The immediate issue in the Amazon strike is the company’s refusal to bargain years after workers voted to join a union. But if Amazon has refused, it is because it feels emboldened by the position of the Teamsters, which wants only to establish the same corrupt relations with Amazon management that it enjoys elsewhere, “jointly” imposing cuts.

Nowhere is this bankrupt strategy more exposed than at the JFK8 facility in Staten Island, New York. Two years ago, workers voted in the upstart Amazon Labor Union, months after the rejection of a more established union at a warehouse in Alabama. This is because workers saw the ALU as a more militant alternative to the bureaucratically-controlled official unions.

But the ALU, with no viable strategy for how to achieve this, led workers into a blind alley. Its ties to the rank and file disappeared as it moved into the orbit of the Democrats and to its bigger brothers in the union bureaucracy. This happened until this summer, when bleeding money and beset by factional divisions, ALU officials decided to join the Teamsters.

The bureaucracy’s hostility to workers finds its highest expression in the Teamsters’ support for Donald Trump. Its top officials met repeatedly with Trump during the campaign. O’Brien spoke at the Republican National Convention, and the Teamsters de facto backed Trump by refusing to endorse a candidate in the November election. Now, O’Brien is praising Trump’s “America First” nationalism, blaming foreigners and immigrants for job cuts which the American oligarchs, with the help of the bureaucrats, are carrying out.

Since the election, union officials have flocked to “kiss the ring” of Trump and promise to work with him. In doing so, they are declaring their support for Trump’s plans to carry out historic attacks on the democratic and social rights of the working class. This includes gutting any health and safety protections, with Trump reportedly considering appointing former Amazon executive Heather MacDougall to head the federal Occupational Safety and Health Administration (OSHA).

The union officials only want to make sure there is a place for them in the dictatorship which Trump is trying to build, just as they have worked with Biden and the Democrats to suppress the class struggle and impose pro-corporate contracts.

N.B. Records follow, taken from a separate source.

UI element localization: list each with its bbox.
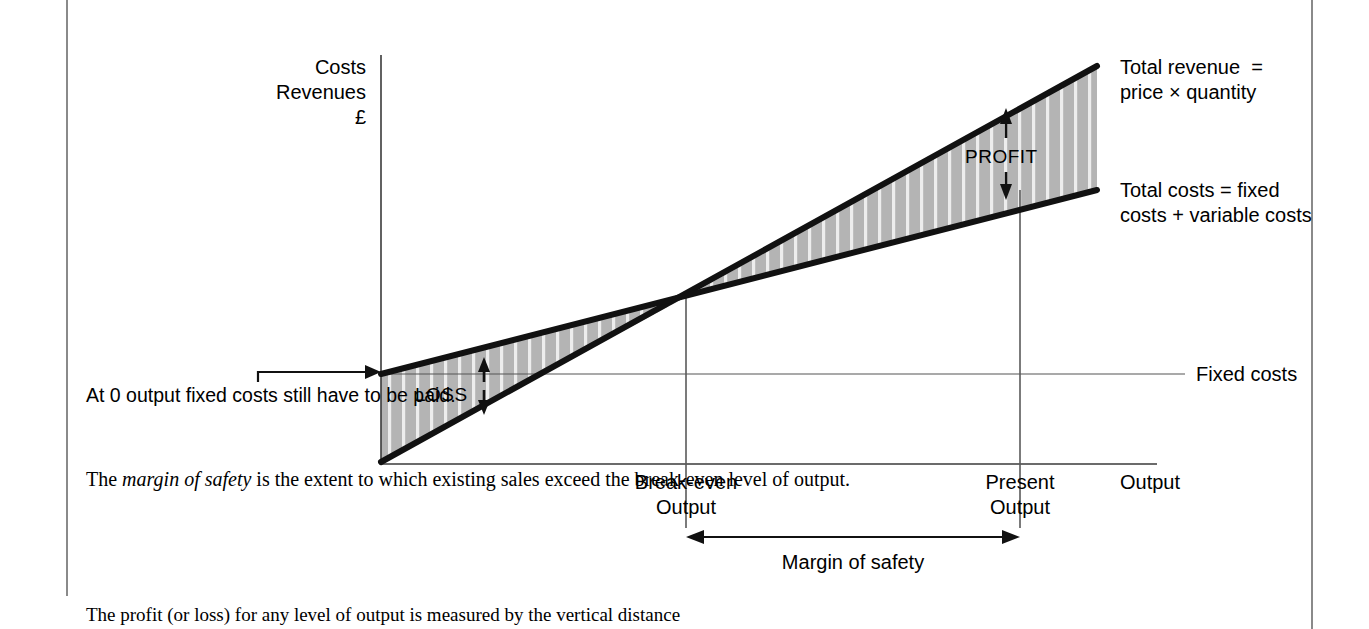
x-axis-label: Output xyxy=(1120,470,1180,495)
note-margin-italic: margin of safety xyxy=(122,468,251,490)
present-label-line1: Present xyxy=(986,471,1055,493)
note-zero-output: At 0 output fixed costs still have to be… xyxy=(86,383,376,407)
y-axis-label-revenues: Revenues xyxy=(276,81,366,103)
fixed-cost-callout-arrow xyxy=(258,365,381,382)
note-margin-post: is the extent to which existing sales ex… xyxy=(251,468,850,490)
figure-caption: The profit (or loss) for any level of ou… xyxy=(86,603,680,628)
total-costs-label: Total costs = fixedcosts + variable cost… xyxy=(1120,178,1312,228)
present-output-label: PresentOutput xyxy=(952,470,1088,520)
total-revenue-label-line1: Total revenue = xyxy=(1120,56,1263,78)
present-label-line2: Output xyxy=(990,496,1050,518)
margin-of-safety-arrow xyxy=(686,530,1020,544)
y-axis-label-costs: Costs xyxy=(315,56,366,78)
breakeven-label-line2: Output xyxy=(656,496,716,518)
fixed-costs-label: Fixed costs xyxy=(1196,362,1297,387)
figure-root: CostsRevenues£ Total revenue =price × qu… xyxy=(0,0,1369,629)
total-costs-label-line1: Total costs = fixed xyxy=(1120,179,1280,201)
margin-of-safety-label: Margin of safety xyxy=(700,550,1006,575)
note-margin-of-safety: The margin of safety is the extent to wh… xyxy=(86,466,386,493)
profit-region-label: PROFIT xyxy=(965,145,1038,169)
note-margin-pre: The xyxy=(86,468,122,490)
total-costs-line xyxy=(381,190,1097,374)
total-revenue-label-line2: price × quantity xyxy=(1120,81,1256,103)
y-axis-label-currency: £ xyxy=(355,106,366,128)
y-axis-label: CostsRevenues£ xyxy=(246,55,366,129)
total-costs-label-line2: costs + variable costs xyxy=(1120,204,1312,226)
total-revenue-label: Total revenue =price × quantity xyxy=(1120,55,1263,105)
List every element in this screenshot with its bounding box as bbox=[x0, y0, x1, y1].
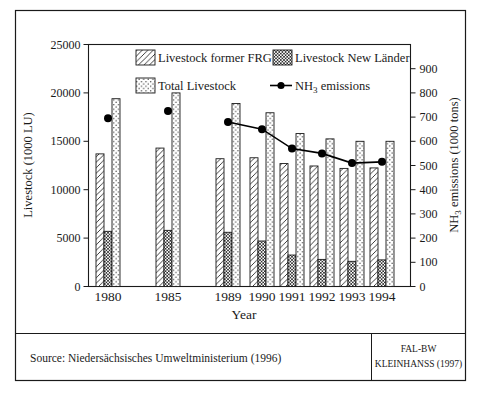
legend-swatch-checker-hatch-icon bbox=[273, 50, 292, 65]
source-note: Source: Niedersächsisches Umweltminister… bbox=[30, 352, 281, 364]
legend-item-livestock-former-frg: Livestock former FRG bbox=[136, 50, 272, 65]
bar-livestock-new-l-nder-1985 bbox=[164, 230, 172, 286]
right-axis-tick-label: 900 bbox=[420, 62, 438, 76]
legend-item-nh3-emissions: NH3 emissions bbox=[270, 79, 370, 95]
bar-livestock-former-frg-1994 bbox=[370, 168, 378, 287]
legend-item-livestock-new-l-nder: Livestock New Länder bbox=[273, 50, 410, 65]
nh3-emissions-point-1991 bbox=[288, 145, 296, 153]
x-tick-label-1993: 1993 bbox=[339, 289, 366, 304]
bar-livestock-former-frg-1989 bbox=[216, 159, 224, 287]
right-axis-tick-label: 700 bbox=[420, 110, 438, 124]
right-axis-tick-label: 600 bbox=[420, 134, 438, 148]
credit-box: FAL-BW KLEINHANSS (1997) bbox=[372, 334, 465, 380]
legend-label: Total Livestock bbox=[158, 79, 237, 93]
x-tick-label-1980: 1980 bbox=[95, 289, 122, 304]
nh3-emissions-point-1985 bbox=[164, 107, 172, 115]
bar-livestock-new-l-nder-1991 bbox=[288, 255, 296, 286]
legend-label: NH3 emissions bbox=[295, 79, 370, 95]
bar-total-livestock-1989 bbox=[232, 104, 240, 287]
left-axis-title: Livestock (1000 LU) bbox=[21, 112, 35, 218]
nh3-emissions-point-1994 bbox=[378, 158, 386, 166]
legend-label: Livestock New Länder bbox=[295, 51, 410, 65]
nh3-emissions-point-1990 bbox=[258, 125, 266, 133]
x-tick-label-1989: 1989 bbox=[215, 289, 242, 304]
right-axis-tick-label: 100 bbox=[420, 255, 438, 269]
bar-total-livestock-1985 bbox=[172, 93, 180, 287]
right-axis-tick-label: 300 bbox=[420, 207, 438, 221]
nh3-emissions-point-1989 bbox=[224, 118, 232, 126]
bar-total-livestock-1994 bbox=[386, 141, 394, 286]
left-axis-tick-label: 0 bbox=[75, 280, 81, 294]
x-axis-title: Year bbox=[232, 307, 257, 322]
bar-livestock-former-frg-1992 bbox=[310, 166, 318, 287]
nh3-emissions-point-1993 bbox=[348, 159, 356, 167]
x-tick-label-1991: 1991 bbox=[279, 289, 306, 304]
bar-total-livestock-1992 bbox=[326, 139, 334, 287]
bar-livestock-new-l-nder-1990 bbox=[258, 241, 266, 286]
nh3-emissions-point-1980 bbox=[104, 114, 112, 122]
right-axis-tick-label: 800 bbox=[420, 86, 438, 100]
x-tick-label-1994: 1994 bbox=[369, 289, 396, 304]
legend-swatch-dot-hatch-icon bbox=[136, 78, 155, 93]
bar-total-livestock-1990 bbox=[266, 113, 274, 287]
legend-item-total-livestock: Total Livestock bbox=[136, 78, 237, 93]
left-axis-tick-label: 25000 bbox=[51, 38, 81, 52]
bar-livestock-new-l-nder-1992 bbox=[318, 259, 326, 286]
bar-livestock-new-l-nder-1993 bbox=[348, 261, 356, 286]
x-tick-label-1985: 1985 bbox=[155, 289, 182, 304]
bar-livestock-former-frg-1993 bbox=[340, 168, 348, 286]
right-axis-tick-label: 200 bbox=[420, 231, 438, 245]
right-axis-tick-label: 400 bbox=[420, 183, 438, 197]
nh3-emissions-point-1992 bbox=[318, 149, 326, 157]
plot-area: 0500010000150002000025000010020030040050… bbox=[21, 38, 463, 323]
bar-total-livestock-1991 bbox=[296, 134, 304, 287]
bar-total-livestock-1980 bbox=[112, 99, 120, 287]
credit-line-1: FAL-BW bbox=[401, 342, 437, 357]
bar-livestock-new-l-nder-1989 bbox=[224, 232, 232, 286]
bar-livestock-former-frg-1990 bbox=[250, 158, 258, 287]
bar-livestock-former-frg-1991 bbox=[280, 164, 288, 287]
nh3-legend-marker-icon bbox=[277, 82, 284, 89]
x-tick-label-1992: 1992 bbox=[309, 289, 336, 304]
bar-livestock-new-l-nder-1994 bbox=[378, 260, 386, 287]
left-axis-tick-label: 15000 bbox=[51, 134, 81, 148]
bar-livestock-new-l-nder-1980 bbox=[104, 231, 112, 286]
left-axis-tick-label: 5000 bbox=[57, 231, 81, 245]
legend-label: Livestock former FRG bbox=[158, 51, 272, 65]
left-axis-tick-label: 10000 bbox=[51, 183, 81, 197]
figure-page: 0500010000150002000025000010020030040050… bbox=[0, 0, 481, 393]
x-tick-label-1990: 1990 bbox=[249, 289, 276, 304]
legend-swatch-diagonal-hatch-icon bbox=[136, 50, 155, 65]
outer-frame bbox=[16, 11, 466, 381]
bar-livestock-former-frg-1980 bbox=[96, 154, 104, 287]
credit-line-2: KLEINHANSS (1997) bbox=[375, 357, 462, 372]
right-axis-tick-label: 0 bbox=[420, 280, 426, 294]
right-axis-tick-label: 500 bbox=[420, 159, 438, 173]
left-axis-tick-label: 20000 bbox=[51, 86, 81, 100]
right-axis-title: NH3 emissions (1000 tons) bbox=[447, 97, 463, 232]
bar-livestock-former-frg-1985 bbox=[156, 148, 164, 286]
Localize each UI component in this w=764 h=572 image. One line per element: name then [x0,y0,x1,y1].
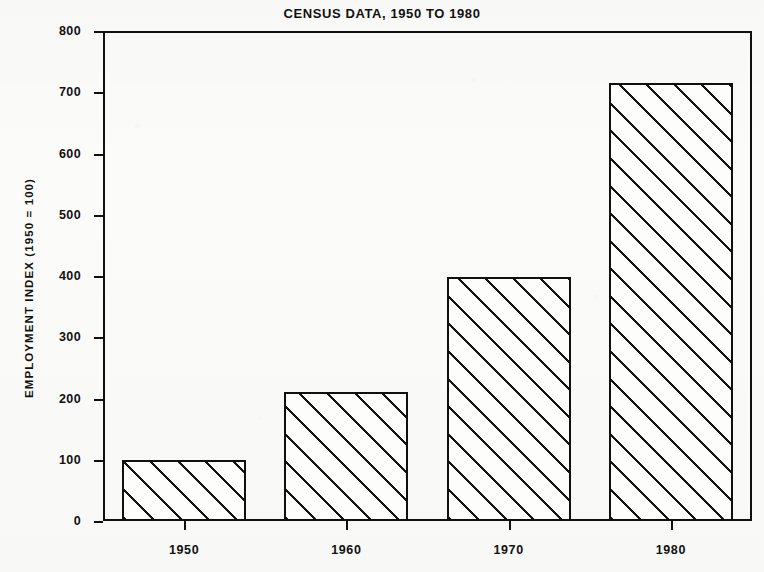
y-axis-tick-label: 600 [59,147,81,161]
y-axis-title: EMPLOYMENT INDEX (1950 = 100) [23,108,35,468]
y-axis-tick [94,31,103,33]
x-axis-tick-label: 1960 [331,543,361,557]
y-axis-tick [94,521,103,523]
y-axis-tick-label: 500 [59,208,81,222]
x-axis-tick [671,521,673,530]
y-axis-tick [94,399,103,401]
bar-1960 [284,392,408,521]
y-axis-tick [94,276,103,278]
chart-title: CENSUS DATA, 1950 TO 1980 [0,6,764,21]
y-axis-tick-label: 800 [59,24,81,38]
x-axis-tick-label: 1970 [494,543,524,557]
bar-1970 [447,277,571,521]
x-axis-tick-label: 1980 [656,543,686,557]
bar-1950 [122,460,246,521]
y-axis-tick [94,215,103,217]
y-axis-tick-label: 400 [59,269,81,283]
y-axis-tick [94,337,103,339]
x-axis-tick [184,521,186,530]
x-axis-tick-label: 1950 [169,543,199,557]
y-axis-tick-label: 100 [59,453,81,467]
y-axis-tick [94,92,103,94]
plot-area: 0100200300400500600700800 19501960197019… [103,31,752,521]
y-axis-tick-label: 200 [59,392,81,406]
y-axis-tick-label: 0 [74,514,81,528]
chart-page: CENSUS DATA, 1950 TO 1980 EMPLOYMENT IND… [0,0,764,572]
y-axis-tick [94,460,103,462]
x-axis-tick [509,521,511,530]
y-axis-tick-label: 300 [59,330,81,344]
x-axis-tick [346,521,348,530]
bar-1980 [609,83,733,521]
y-axis-tick [94,154,103,156]
y-axis-tick-label: 700 [59,85,81,99]
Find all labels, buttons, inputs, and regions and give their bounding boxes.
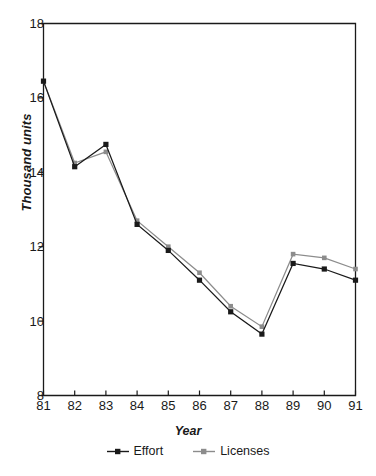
legend-label: Licenses: [220, 445, 269, 458]
line-chart: Thousand units 81012141618 8182838485868…: [0, 0, 376, 476]
x-axis-tick-labels: 8182838485868788899091: [0, 0, 376, 476]
legend-item-effort: Effort: [107, 445, 164, 458]
x-axis-label: Year: [0, 424, 376, 438]
legend-swatch: [193, 447, 215, 456]
legend-item-licenses: Licenses: [193, 445, 269, 458]
legend-swatch: [107, 447, 129, 456]
chart-legend: EffortLicenses: [0, 445, 376, 458]
legend-label: Effort: [134, 445, 164, 458]
x-tick-label: 91: [338, 399, 374, 413]
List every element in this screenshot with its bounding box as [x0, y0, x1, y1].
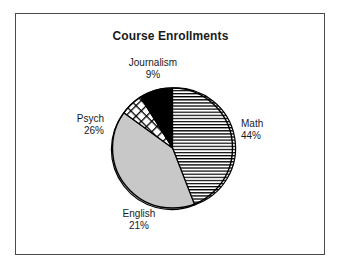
pie-label-psych-name: Psych — [20, 113, 104, 125]
pie-label-english-percent: 21% — [79, 220, 199, 232]
pie-label-journalism-percent: 9% — [88, 69, 218, 81]
pie-label-psych-percent: 26% — [20, 125, 104, 137]
pie-label-math-name: Math — [241, 118, 311, 130]
pie-label-math-percent: 44% — [241, 130, 311, 142]
pie-label-english-name: English — [79, 208, 199, 220]
pie-label-math: Math 44% — [241, 118, 311, 141]
pie-label-journalism: Journalism 9% — [88, 57, 218, 80]
pie-label-psych: Psych 26% — [20, 113, 104, 136]
pie-label-journalism-name: Journalism — [88, 57, 218, 69]
pie-chart-figure: Course Enrollments Journalism 9% Math — [0, 0, 341, 271]
pie-label-english: English 21% — [79, 208, 199, 231]
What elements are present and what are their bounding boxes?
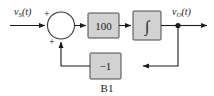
diagram-canvas: 100 ∫ −1 vS(t) vO(t) + + B1 <box>0 0 214 96</box>
summing-junction <box>48 12 75 39</box>
output-signal-label: vO(t) <box>172 6 192 19</box>
sum-input-sign-bottom: + <box>49 36 55 47</box>
feedback-gain-block-label: −1 <box>100 60 112 72</box>
output-signal-arg: (t) <box>182 6 192 18</box>
feedback-wire-left <box>61 42 90 66</box>
input-signal-arg: (t) <box>22 6 32 18</box>
block-diagram-figure: 100 ∫ −1 vS(t) vO(t) + + B1 <box>0 0 214 96</box>
sum-input-sign-top: + <box>44 8 50 19</box>
figure-caption: B1 <box>101 82 114 94</box>
gain-block-label: 100 <box>95 20 112 32</box>
input-signal-label: vS(t) <box>14 6 32 19</box>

The same basic relations are mirrored within the unions themselves. Workers have no control over the organizations, which are run as petty dictatorships by bureaucrats who make six figure salaries off workers’ dues money only to sell them out to management.

A rank-and-file rebellion is needed. Just as workers must organize to smash the power of the oligarchy that controls Amazon, they must also organize to smash the power of the union apparatus and restore workers’ control.

New structures, rank-and-file committees, are being built to prepare for such a fight. The three principles of rank-and-file committees are:

1. The absolute authority of rank-and-file workers, including over contract talks, the conduct of strikes, the use of their dues money and other key issues. Workers have every right to take actions to override the decisions of union bureaucrats violating their democratic will.

2. Fight for what workers need, not what the oligarchy is willing to give up. Workers must fight for a vast transfer of wealth from the rich to the working class, which created this wealth and to which it rightfully belongs. This can be accomplished through transforming Amazon and other major corporations into public utilities run by workers rather than Wall Street executives.

3. The global unity of the working class. The fight at Amazon proves that workers around the world have the same interests and are engaged in a common fight against the same giant corporations. The watchword of the working class must be not “America First,” but “Workers of the world, Unite!”

If you agree with this, fill out the form below to contact the International Workers Alliance of Rank-and-File Committees (IWA-RFC) for assistance in building a rank-and-file committee at Amazon.